Dr. Weiping Zou

Weiping Zou, MD, PhD

Charles B. de Nancrede Research Professor of Surgery
Professor of Pathology, Immunology, Biology, and Surgery
Director, Center of Excellence for Cancer Immunology and Immunotherapy
Co-Director, Cancer Hematopoiesis and Immunology Program
Director, Department of Surgery Translational Research
Co-Director, Immunologic Monitoring Core

Biography

The tumor microenvironment (TME) is the primary arena in which tumor cells and the host immune system interact. Characterization of the nature of the immune responses in the human cancer microenvironment holds the key to understanding tumor immunity and designing and improving current cancer immunotherapy. Dr. Zou leads a multidisciplinary laboratory that investigates the human TME with the goal of understanding the genetic, epigenetic, and metabolic nature of human tumor immune responses and developing mechanism-informed combination therapies for cancer. The laboratory has demonstrated that the interaction between tumor cells and the host immune system fosters tumor immunosuppressive networks and results in cancer progression and therapeutic resistance. Their studies of cancer infiltrating T cell subsets - including regulatory T cells (Tregs), Th17, Th22, and CD8+ effector T cells, and antigen presenting cells (APCs) - including dendritic cells (DCs), macrophages, myeloid derived suppressor cells (MDSCs), and molecular signatures - have elucidated major cancer immunosuppressive networks and therapeutic resistance mechanisms and allowed for determination of clinically targeting these mechanisms to effectively treat cancer patients. Their work including the first demonstration of the expression, regulation, and functional blockade of PD-L1 (B7-H1) in the human TME and human tumor draining lymph nodes and their early concept of combinatorial immunotherapeutic strategy has laid the scientific foundation for current cancer immunotherapy and has provided rationales for novel combinations.

In recent years, the Zou laboratory has studied human breast cancer, colon cancer, melanoma, ovarian cancer, and non-small cell lung cancer, and demonstrated genetic, epigenetic, metabolic, and autophagic mechanisms controlling APC and T cell trafficking and function in the tumor microenvironment - thereby impacting on tumor progression, metastasis, and therapeutic efficacy. Ongoing work is focused on identifying the molecular basis that defines different immune and biological phenotypes of tumors and shapes tumor responses to immunotherapy, chemotherapy, targeted therapy, and radiation therapy. These studies will eventually help identify previously unknown therapeutic targets and inform novel combinatorial therapeutic approaches that should expand the range of patients who respond to current immunotherapies.

Dr. Zou serves as Director of the Michigan Center of Excellence for Cancer Immunology and Immunotherapy, Co-Director of the Cancer Hematopoiesis and Immunology Program and directs the Immunologic Monitoring Core at the University of Michigan School of Medicine and Rogel Cancer Center. He also co-directs the Surgical Oncology Fellow Training (T32) program, through which clinical fellows are trained to become physician scientists, with a focus on cancer immunology and immunotherapy. At the national level, he was the AACR Cancer Immunology (CIMM) Chairperson 2019-2020 and served for 4 years as the Cancer Immunology Abstract Programming Chair for AAI. He has delivered more than 300 invited lectures at different institutions and conferences and published nearly 200 articles and book chapters – including 36 papers in Nature, Science, and Cell journal series. His laboratory is one of the most cited research teams in the field of immunology. His work has been highlighted by many scientific news agencies. He has developed an international reputation in human tumor immunology and immunotherapy as a successful and productive leader in these highly relevant fields.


# Problem:
Identify the line with "What do you see at coordinates (630, 12)"; copy word for word that line and every one after it, to the end of the listing. Exclude pictures.

*** Extracted information ***

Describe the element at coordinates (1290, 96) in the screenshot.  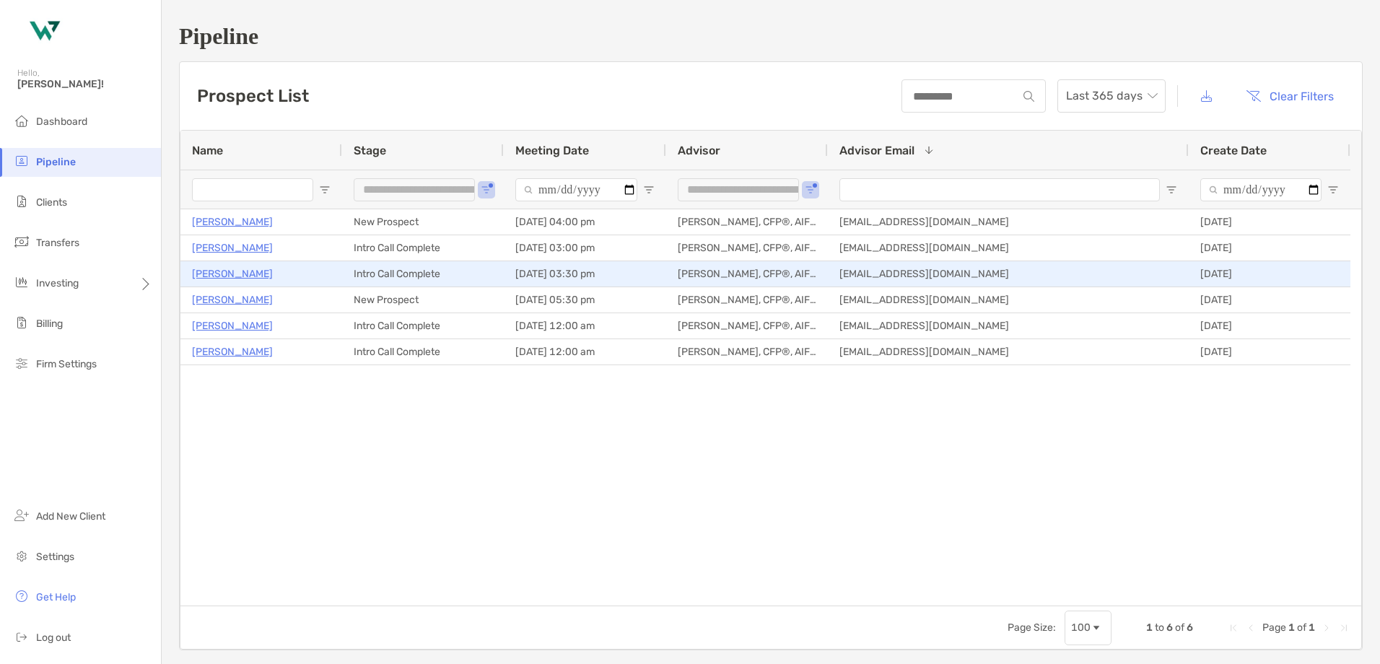
I see `button: Clear Filters` at that location.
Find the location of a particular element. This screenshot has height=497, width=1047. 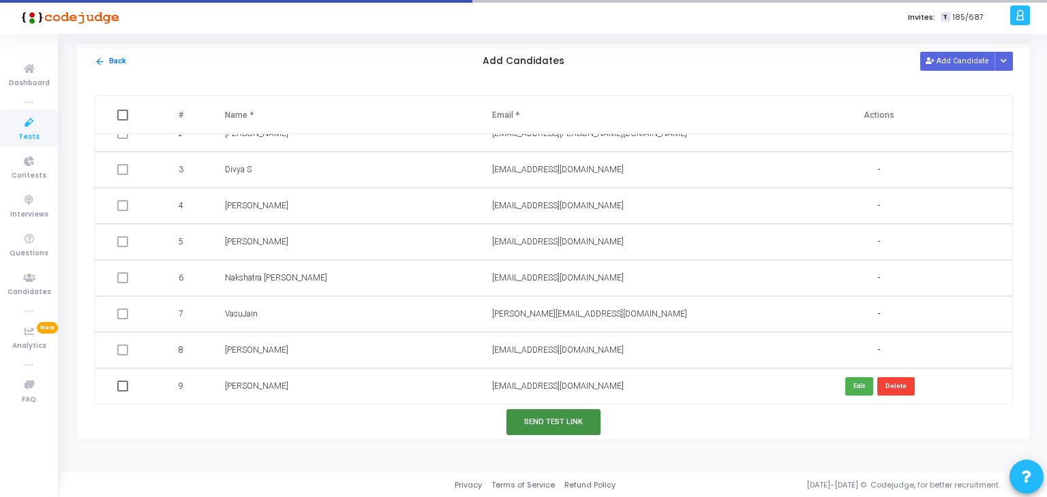

span: 7 is located at coordinates (181, 314).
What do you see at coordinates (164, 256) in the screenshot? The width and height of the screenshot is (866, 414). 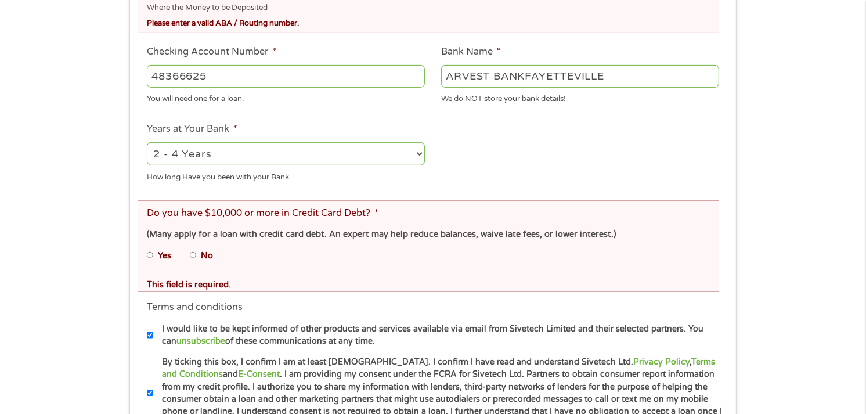 I see `label: Yes` at bounding box center [164, 256].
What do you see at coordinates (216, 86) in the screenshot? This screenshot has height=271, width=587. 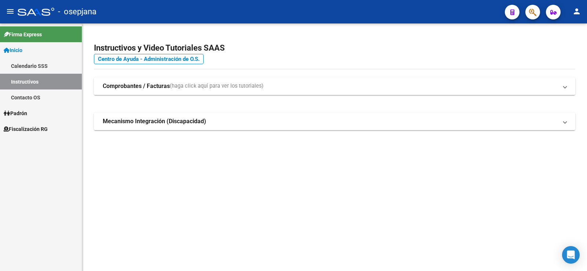 I see `span: (haga click aquí para ver los tutoriales)` at bounding box center [216, 86].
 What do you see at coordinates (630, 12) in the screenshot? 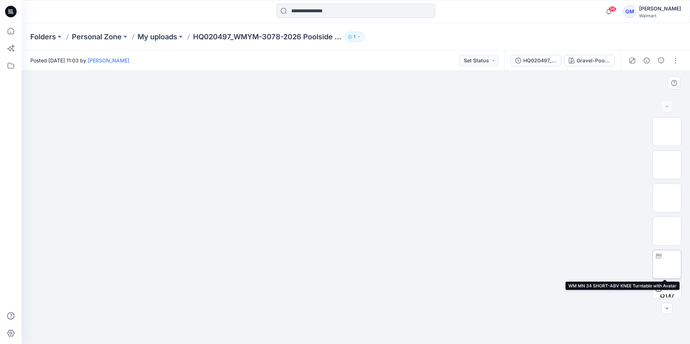
I see `div: GM` at bounding box center [630, 12].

*** End of Extracted information ***

# Result of this exercise:
 What do you see at coordinates (630, 12) in the screenshot? 
I see `div: GM` at bounding box center [630, 12].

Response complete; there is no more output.